And here Tom is once again refusing to believe things which show him to be wrong.
I have only been here 24 hours, but I looked at some older threads and I admit there does appear to be a pattern. Now this relates to the question of irrationality, which I raised in a separate thread. Is ignoring contrary evidence itself evidence of irrationality? Irrationality is maintaining contrary patterns of belief. So ignoring evidence does not necessarily entail irrationality. If you haven’t seen the evidence, you haven’t acquired a contrary belief.
OTOH, why is the person ignoring the evidence? If they felt it was easily refuted, they would refute it immediately. The fact that they don’t, suggests that they consciously or unconsciously accept the evidence. There is the famous story (possibly apocryphal) of the man who refused to look through Galileo’s telescope, for fear that it might confirm a theory he did not want to believe.
I shall persist a bit longer. My goal is to understand why FEers maintain their belief system, in the face of what appears to be massive contrary evidence. Note I haven’t considered any evidence that requires complex scientific instrumentation, or accepting the statements of the scientific establishment. Just people looking at their watches at airports, plotting reported flight times on flat paper, etc.
What makes it irrational is the selective way evidence is ignored.
Tom has said a few times recently "if the evidence of a round earth is so strong, why can't you provide any irrefutable proof?"
And the answer is if someone is willing to stretch credulity to breaking point you can refute any evidence.
I said in another thread that there's a reason why in a UK court a case must be proven beyond
reasonable doubt, it is impossible to prove anything absolutely outside of the limited language of mathematics.
So a ridiculous conversation which I imagined in another thread could go:
"I don't believe kangaroos exist"
"What? But every biologist recognises that kangaroos exist."
"That is just argument from authority, that doesn't prove anything."
"But...ok, I've seen a kangaroo!"
"Liar! You're part of the great kangaroo conspiracy. Or maybe you just think you have"
"What?! Ok, look. Here's a photo I took of a kangaroo."
"Looks fake to me, your Photoshop skills are quite impressive though."
"Fine...here's some film of one then from a nature documentary."
"Yeah, made by people who want to perpetuate the great kangaroo myth. Have you heard of CGI?"
"Right! Look. We're at a zoo, there's a kangaroo..."
"...Looks animatronic to me..."
Point being, if someone is determined enough to dispute or dismiss or call fake anything which shows them to be wrong about something then they'll never accept anything as definitive proof.
And that's what Tom does. It's what you have to do if you want to cling on to flat earth belief.
The story about Galileo is interesting, on the Wiki page about Rowbotham there is a similar story:
When finally pinned down to a challenge in Plymouth in 1864 by allegations that he wouldn't agree to a test, [Rowbotham] appeared on Plymouth Hoe at the appointed time, witnessed by Richard A. Proctor, a writer on astronomy, and proceeded to the beach where a telescope had been set up. His opponents had claimed that only the lantern of the Eddystone Lighthouse, some 14 miles out to sea, would be visible. In fact, only half the lantern was visible, yet Rowbotham claimed his opponents were wrong and that it proved the Earth was indeed flat
It's hard to reason with people like that. I do it because I don't think this nonsense should be left unchallenged.
Someone said to me that this is different from other conspiracy theories. You can believe that the moon landings were faked but in doing so you don't have to deny the very nature of reality itself as you have to if you're going to believe in a flat earth.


#### [What is expected]
Some lines in the listing below may include the string "label". How many are there? Give only the number.

#### [Supplied material]
++++++++++

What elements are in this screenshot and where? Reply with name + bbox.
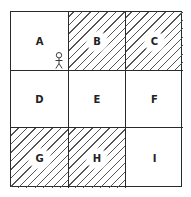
cell-label: I <box>148 150 162 167</box>
cell-label: B <box>85 30 109 53</box>
cell-c: C <box>126 12 183 71</box>
cell-label: F <box>146 91 163 108</box>
cell-a: A <box>11 12 69 71</box>
cell-i: I <box>126 128 183 188</box>
cell-f: F <box>126 71 183 128</box>
cell-d: D <box>11 71 69 128</box>
cell-label: D <box>30 91 48 108</box>
cell-label: C <box>143 30 166 53</box>
cell-g: G <box>11 128 69 188</box>
cell-h: H <box>69 128 126 188</box>
cell-label: G <box>27 147 51 170</box>
grid-diagram: A B C D E F G H I <box>10 11 182 187</box>
stick-figure-icon <box>54 52 64 69</box>
cell-e: E <box>69 71 126 128</box>
cell-label: H <box>85 147 109 170</box>
cell-b: B <box>69 12 126 71</box>
cell-label: A <box>31 33 49 50</box>
cell-label: E <box>89 91 106 108</box>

++++++++++

#### [Task output]
9